WASHINGTON — A federal appeals court dealt a legal setback Tuesday to D.C.’s gun permit law, one of the most restrictive in the country.
The U.S. Court of Appeals for the D.C. Circuit ruled that the District cannot enforce the restrictions, which call for people to have a “good reason” — such as a specific threat to personal safety — to obtain a permit to carry a gun on the street.
The appeals panel, which ruled 2-1, said the law violates the Second Amendment right to bear arms.
“We are bound to leave the District as much space to regulate as the Constitution allows — but no more,” wrote Judge Thomas B. Griffith. “And the resulting decision rests on a rule so narrow that good-reason laws seem almost uniquely designed to defy it: that the law-abiding citizen’s right to bear common arms must enable the typical citizen to carry a gun.“
Griffith was joined in the decision by Judge Stephen F. Williams. The dissenting opinion came from Judge Karen L. Henderson.
Several other states, including Maryland, have similar conceal-carry laws. The District’s law states that a person must show “good reason to fear injury to his or her person or property,” or other valid reasons to obtain a permit.
Tuesday’s decision comes more than a year after a federal judge suggested the D.C. law was unconstitutional, ruling that D.C. police would have to stop requiring applicants to have “good reason” to get a concealed-weapons permit. And it comes nearly a decade after a 2008 U.S. Supreme Court ruling against the District, which stated residents have a right to gun ownership.
The post Appeals court knocks down DC gun permit law appeared first on WTOP.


To do: Restate each record below word for word, skipping images.

[Opening Task data section]

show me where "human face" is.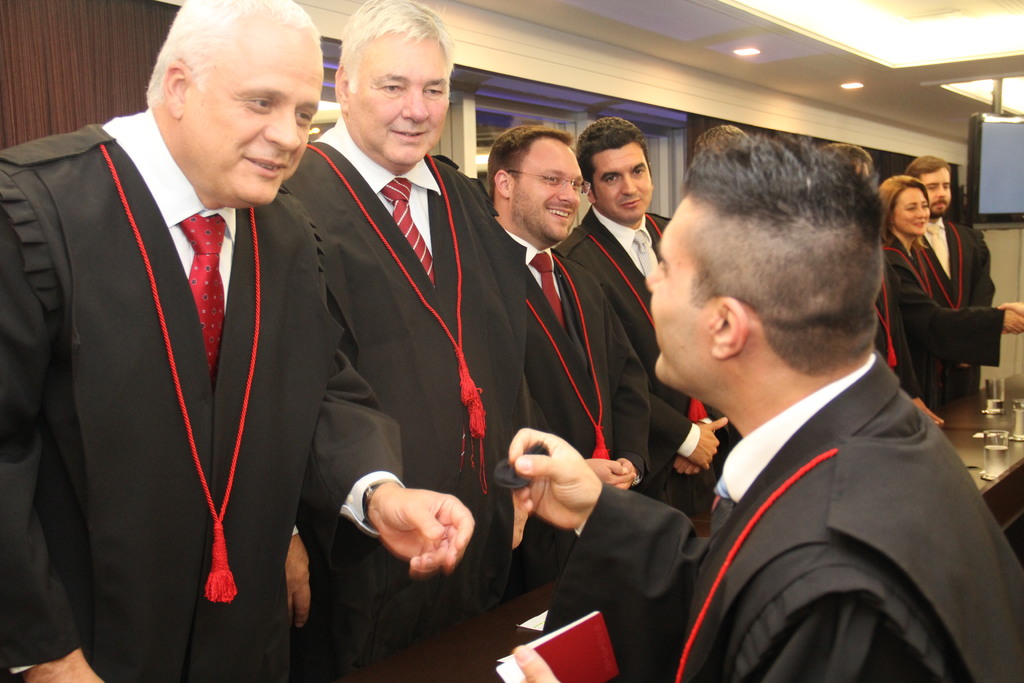
"human face" is at 644,201,711,381.
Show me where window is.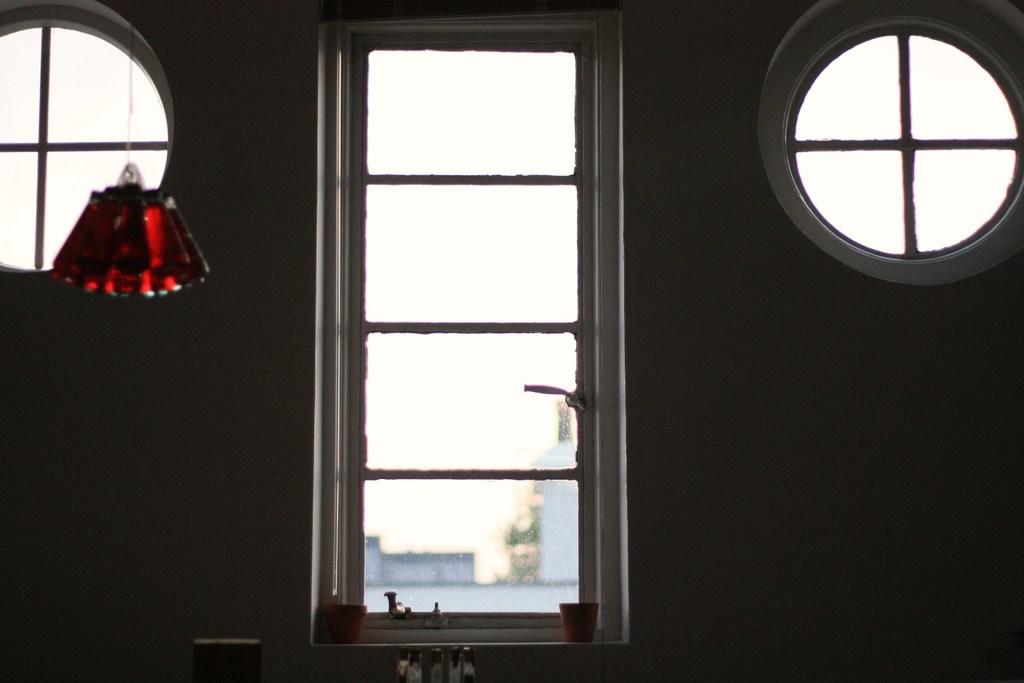
window is at left=758, top=0, right=1023, bottom=289.
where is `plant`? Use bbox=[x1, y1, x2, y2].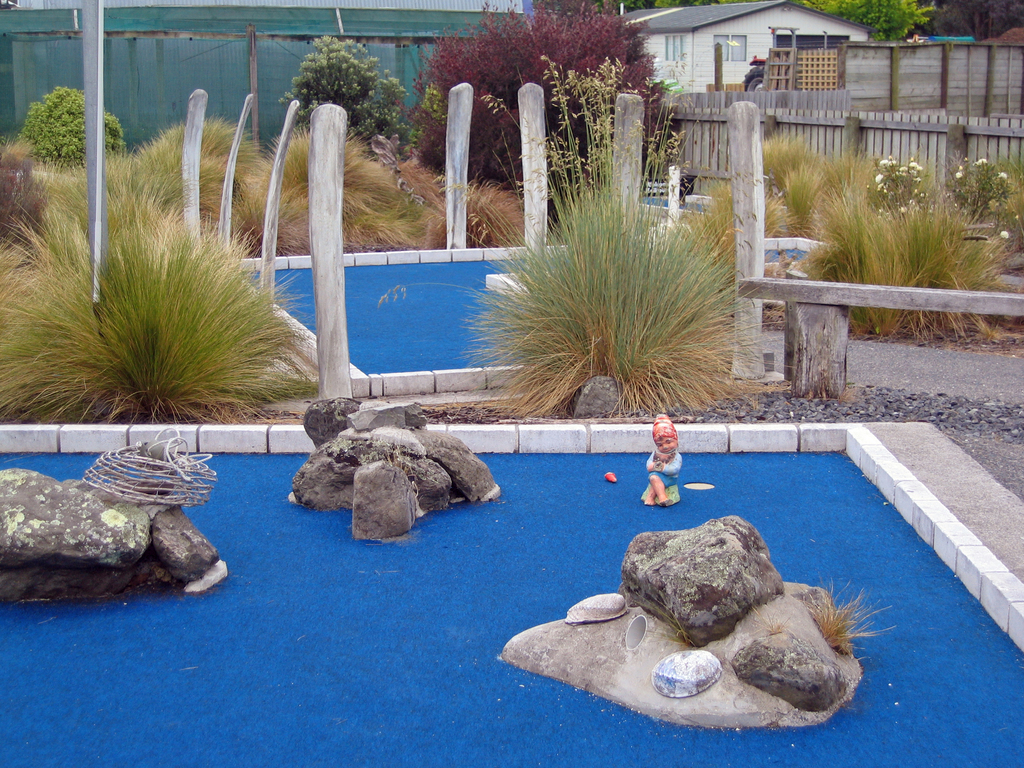
bbox=[994, 161, 1023, 252].
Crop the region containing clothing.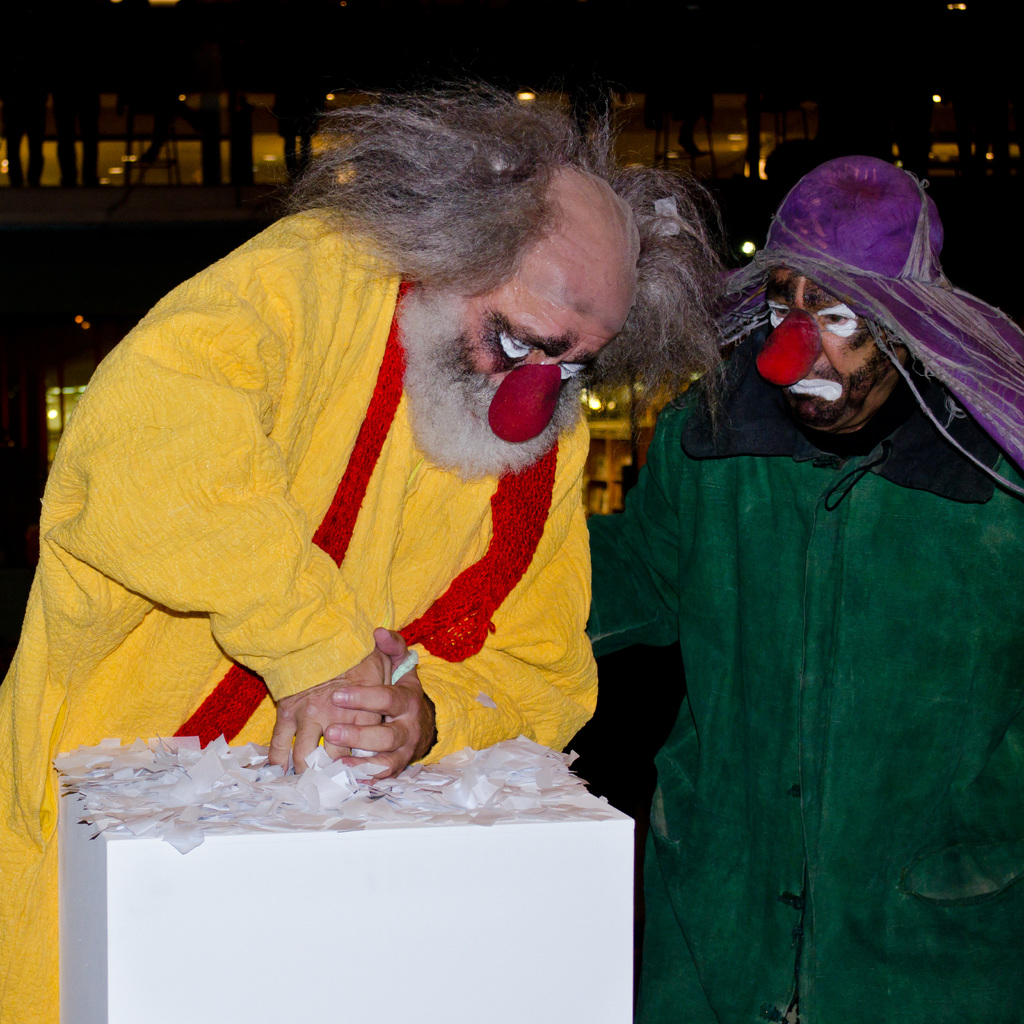
Crop region: 570,290,1023,1023.
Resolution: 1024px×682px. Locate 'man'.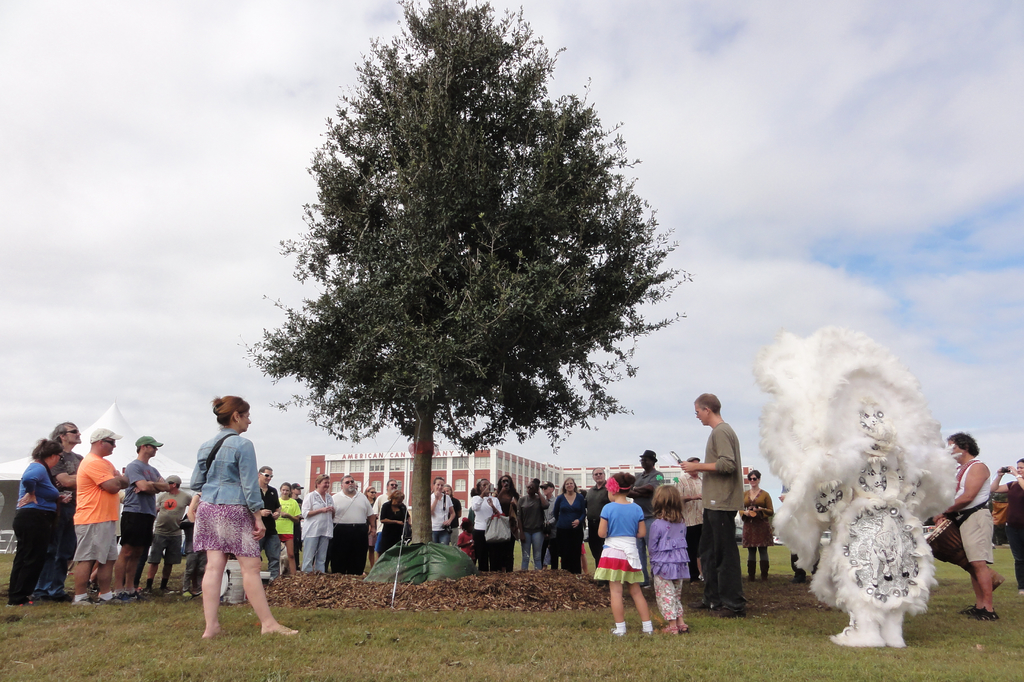
l=445, t=480, r=466, b=516.
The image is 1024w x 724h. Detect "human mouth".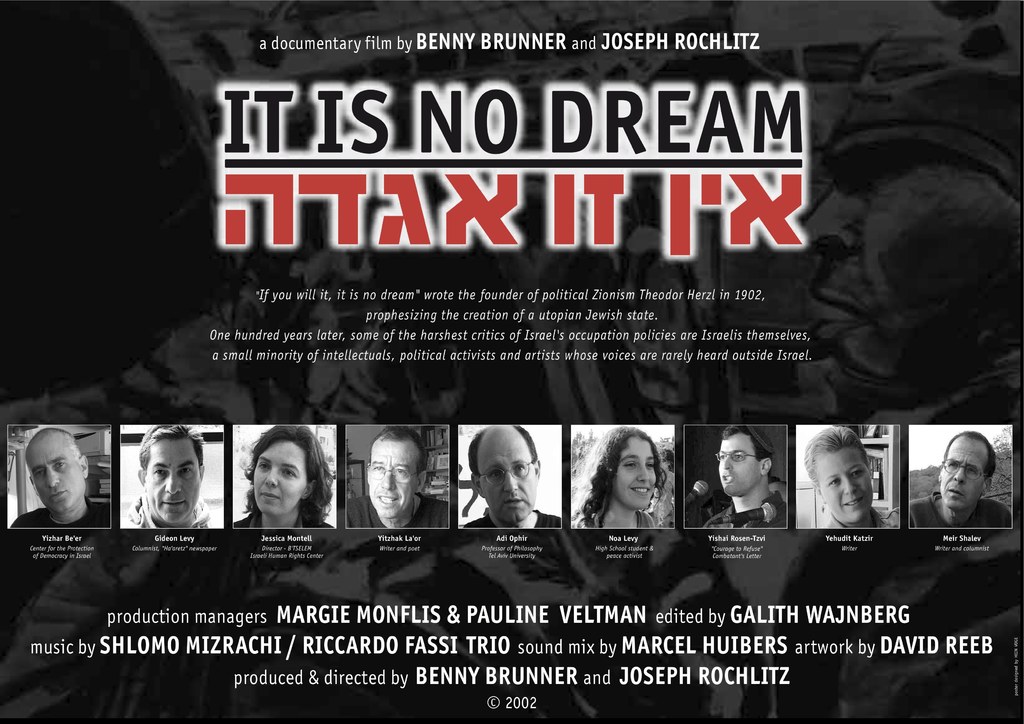
Detection: (721, 477, 735, 483).
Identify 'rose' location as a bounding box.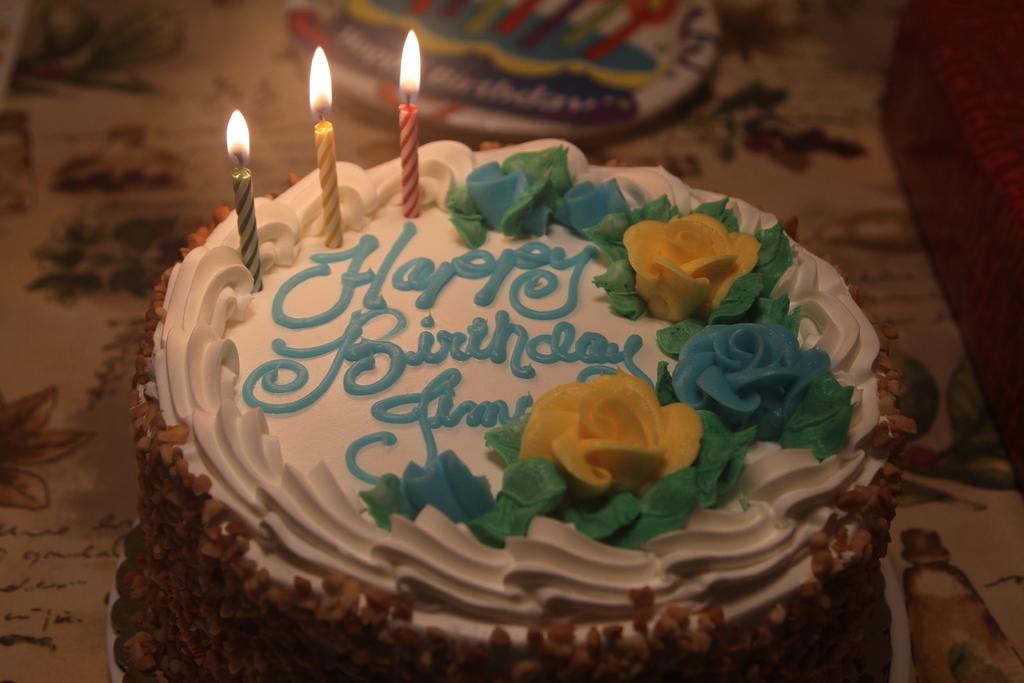
bbox=[397, 446, 495, 522].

[Closing Task data section]

Response below:
show me where "human face" is.
"human face" is at 644,201,711,381.
Show me where window is.
window is at left=758, top=0, right=1023, bottom=289.
where is `plant`? Use bbox=[x1, y1, x2, y2].
bbox=[994, 161, 1023, 252].
Crop the region containing clothing.
Crop region: 570,290,1023,1023.
Resolution: 1024px×682px. Locate 'man'.
l=445, t=480, r=466, b=516.
The image is 1024w x 724h. Detect "human mouth".
Detection: (721, 477, 735, 483).
Identify 'rose' location as a bounding box.
bbox=[397, 446, 495, 522].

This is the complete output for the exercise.